ISRAEL’S BIGGEST-circulation daily newspaper, Yedioth Ahronoth, has this week called Archbishop Giuseppe Lazzarotto’s appointment last week as papal nuncio to Israel “an embarrassment and a humiliation”, largely because of his conduct during the clerical sex abuse crisis in Ireland.
In particular, the newspaper highlighted the fact that the Murphy commission report on clerical child sex abuse in the Dublin archdiocese reported that a request to the nuncio in February 2007 for “documents in his possession relevant to the commission’s terms of reference” received no reply.
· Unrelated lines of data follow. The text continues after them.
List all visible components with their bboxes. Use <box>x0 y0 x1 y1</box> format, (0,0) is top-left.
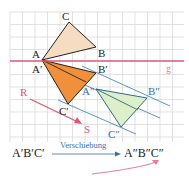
caption-arrow <box>52 152 121 157</box>
caption-arrow-label: Verschiebung <box>60 140 107 150</box>
grid <box>10 12 184 142</box>
label-b-double-prime: B″ <box>148 85 160 97</box>
label-a: A <box>32 48 40 60</box>
label-c: C <box>62 10 69 22</box>
geometry-diagram: C B A A′ B′ C′ A″ B″ C″ R S g A′B′C′ Ver… <box>0 0 189 176</box>
label-s: S <box>84 123 90 135</box>
caption-right: A″B″C″ <box>124 146 164 160</box>
vector-rs <box>30 99 82 124</box>
label-r: R <box>20 86 28 98</box>
label-c-double-prime: C″ <box>108 128 120 140</box>
label-b-prime: B′ <box>98 63 108 75</box>
label-a-prime: A′ <box>32 63 42 75</box>
label-g: g <box>166 63 171 74</box>
triangle-a2b2c2 <box>96 89 147 127</box>
label-a-double-prime: A″ <box>82 85 95 97</box>
caption-left: A′B′C′ <box>12 146 45 160</box>
triangle-abc <box>42 22 96 60</box>
label-b: B <box>98 47 105 59</box>
triangle-a1b1c1 <box>42 60 96 104</box>
curved-arrow <box>92 160 159 174</box>
label-c-prime: C′ <box>59 105 69 117</box>
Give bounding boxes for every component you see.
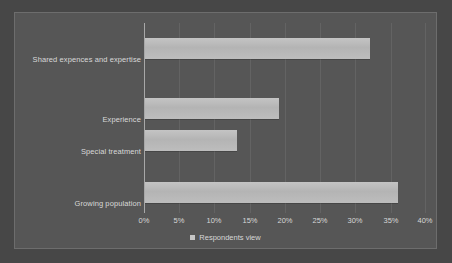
gridline bbox=[425, 23, 426, 213]
x-tick-label: 10% bbox=[206, 216, 221, 225]
x-tick-label: 0% bbox=[139, 216, 150, 225]
plot-area bbox=[144, 23, 426, 213]
category-label: Experience bbox=[29, 115, 141, 124]
bar bbox=[145, 182, 398, 203]
x-tick-label: 25% bbox=[312, 216, 327, 225]
bar bbox=[145, 38, 370, 59]
x-tick-label: 40% bbox=[417, 216, 432, 225]
x-tick-label: 5% bbox=[174, 216, 185, 225]
category-label: Shared expences and expertise bbox=[29, 55, 141, 64]
category-label: Special treatment bbox=[29, 147, 141, 156]
x-tick-label: 20% bbox=[277, 216, 292, 225]
value-axis-tick-labels: 0% 5% 10% 15% 20% 25% 30% 35% 40% bbox=[144, 216, 426, 230]
x-tick-label: 15% bbox=[242, 216, 257, 225]
bar bbox=[145, 130, 237, 151]
bar bbox=[145, 98, 279, 119]
category-label: Growing population bbox=[29, 199, 141, 208]
x-tick-label: 35% bbox=[383, 216, 398, 225]
legend-label: Respondents view bbox=[199, 233, 260, 242]
x-tick-label: 30% bbox=[347, 216, 362, 225]
chart-legend: Respondents view bbox=[15, 233, 436, 242]
legend-swatch-icon bbox=[190, 235, 195, 240]
chart-panel: Shared expences and expertise Experience… bbox=[14, 12, 437, 249]
chart-screenshot: Shared expences and expertise Experience… bbox=[0, 0, 452, 263]
category-axis-labels: Shared expences and expertise Experience… bbox=[29, 35, 141, 225]
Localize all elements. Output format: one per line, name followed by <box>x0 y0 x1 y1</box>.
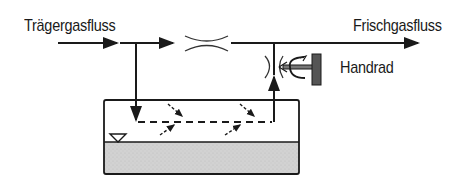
handwheel-label: Handrad <box>340 58 394 78</box>
handwheel[interactable] <box>279 54 321 85</box>
carrier-gas-flow-label: Trägergasfluss <box>24 16 115 36</box>
vaporizer-chamber <box>104 100 299 174</box>
bypass-throttle <box>185 36 228 51</box>
liquid-level-marker <box>110 134 126 142</box>
vapor-arrows <box>160 104 254 135</box>
fresh-gas-flow-label: Frischgasfluss <box>353 16 442 36</box>
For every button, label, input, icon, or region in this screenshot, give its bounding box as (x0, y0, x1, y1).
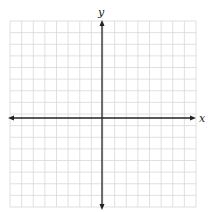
coordinate-plane: x y (0, 0, 208, 212)
grid-lines (10, 21, 196, 207)
y-axis (100, 20, 105, 210)
x-axis-label: x (199, 112, 206, 125)
y-axis-label: y (97, 6, 105, 19)
x-axis-right-arrow-icon (190, 116, 196, 121)
x-axis-left-arrow-icon (8, 116, 14, 121)
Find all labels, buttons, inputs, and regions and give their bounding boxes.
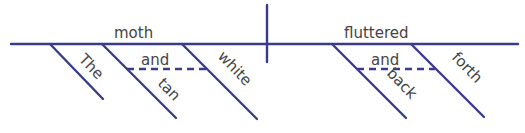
subject-word: moth [114,24,153,42]
modifier-word-the: The [74,50,107,83]
modifier-word-forth: forth [448,48,486,86]
subject-conjunction: and [141,51,169,69]
sentence-diagram: moth fluttered and and The tan white bac… [0,0,525,133]
modifier-word-back: back [383,64,421,102]
diagram-canvas: moth fluttered and and The tan white bac… [0,0,525,133]
predicate-word: fluttered [344,24,409,42]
The commission said it received no reply primarily because it had not approached either the Vatican’s Congregation for the Doctrine of the Faith in Rome or the nuncio in Ireland “through appropriate diplomatic channels”.
The Israeli newspaper said: “[This] appointment is a slap in Israel’s face . . . Therefore, Israel must demand clarifications from the Vatican and Ireland regarding the archbishop’s conduct during the paedophilic priest scandal – before his term as ambassador to Israel begins.”
Holy See and Israeli diplomatic sources last night played down reports of diplomatic “tensions” caused by the appointment.
Senior Vatican spokesman Fr Federico Lombardi said the media criticism of the new nuncio was without foundation.
An Israeli government spokesman told The Irish Times that relations between the Holy See and Ireland were “not the concern” of Israel.
He added: “The state of Israel and the Holy See have good relations which are founded on mutual trust. Israel has agreed to the appointment of Archbishop Giuseppe Lazzarotto as the new ambassador to Israel, as suggested by the Holy See. We wish the new nuncio success in his post.”